The controversy over whether biological mixing is the cause of the observed ABBA/BABA patterns is a genuine one, and several studies have challenged the validity of blaming sexual hanky-panky for these patterns. For instance, Anders Eriksson and Andrea Manica have tweaked the population structure models used in ABBA/BABA measures to reach the conclusion that there is no statistical difference between the probabilities of the sorting and interbreeding scenarios. In a similar vein, William Amos (2016) has recently adjusted the assumption that mutation rate needs to be constant to show that slightly altered mutation rates in the derived Homo sapiens populations could produce the divergent ABBA/BABA patterns with respect to Neanderthal comparisons with non-African lineages.
The estimate of the quantity of Neanderthal introgression seems recently to have dwindled to about 2 percent, while the claim that there was no introgression of Neanderthal DNA in African populations has recently run into challenges. In combination with scientists’ capacity to alter the inferences by tweaking the assumptions of the models used, these findings suggest that the dramatic scenario involving hybridization between the morphologically very highly divergent H. neanderthalensis and H. sapiens continues to be a moving target. On the other hand, based on current information, the Denisovan introgression story seems to be on firmer ground.

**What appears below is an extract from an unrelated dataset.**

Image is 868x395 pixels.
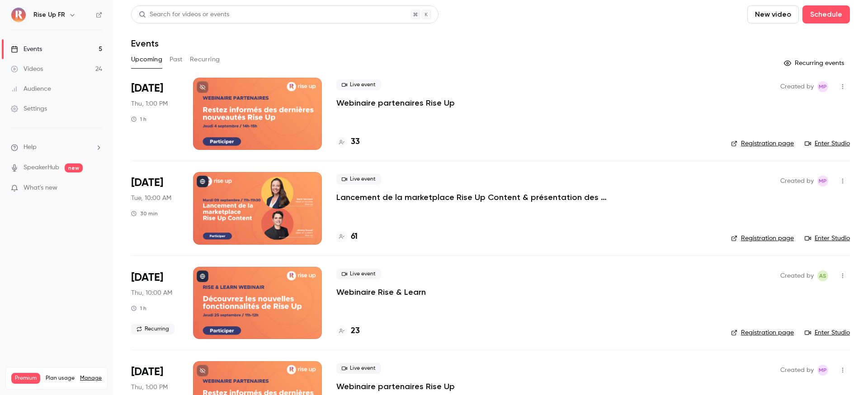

Still, the story of the Neanderthals, Denisovans, and modern humans does carry a very clear moral. Whatever it was that actually happened, all three lineages evidently maintained their distinctive identities, and they certainly experienced independent evolutionary fates. And whether—or not—members of modern Homo sapiens boast any “Neanderthal genes,” they remain very much themselves, at most only marginally affected by any ancient hanky-panky. This picture contrasts starkly with what we see today. For even though lineages have clearly diverged within our unprecedentedly geographically widespread species, those lineages invariably show an irresistible tendency to reintegrate when they have the opportunity.